Pinkerton’s Sister

by Peter Rushforth

Pinkerton’s Sister

In a novel that celebrates the power of fiction and its ultimate redeeming quality, Alice Pinkerton transports those who belittle her into her own secretly written books where they are forced to reveal their true natures, in a novel set against the backdrop of turn-of-the-century New York.

For Alice Pinkerton, trapped in a suffocating life of convention and party chatter, 1903 New York Society is enough to make a woman mad—or at least a madwoman in the attic.
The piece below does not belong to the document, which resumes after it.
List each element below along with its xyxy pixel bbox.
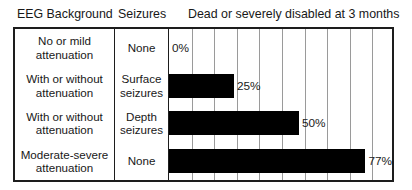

So Alice escapes through the looking glass of literature, finding companionship and inspiration in Shakespeare, Wilde, Hawthorne, Stevenson, Poe, Austen, and the rest of the literary pantheon of her day. Like a character from one of her favorite novels, Alice holds a biting, eccentric, but expansive view of life, and through it all provides a tremendous portrait of her society—at once heartbreaking and wildly funny, intelligent and dazzling in its range.

Pinkerton’s Sister is a true celebration of the imagination and a mesmerizing example of the saving power of fiction. Most of all, it is the quintessential novel for readers.

About Peter Rushforth

Peter Rushforth

Peter Rushforth’s brilliant first novel, Kindergarten, was published in 1979 and won the Hawthorden Prize (awarded to the best work of imaginative literature.) After an absence of twenty-five years he returned to the literary scene in 2004 with the epic novel Pinkerton’s Sister, which charmed critics at the Washington Post, New Yorker, and San Francisco Chronicle and was named a Booksense selection in March 2005. In the fall of 2005 Rushforth finished a sequel to Pinkerton’s Sister, an elegant novel entitled A Dead Language.

Sadly, following his final revisions to his work, Peter Rushforth passed away while walking on his beloved Yorkshire Moors. A Dead Language was published posthumously in the U.K. by Simon & Schuster.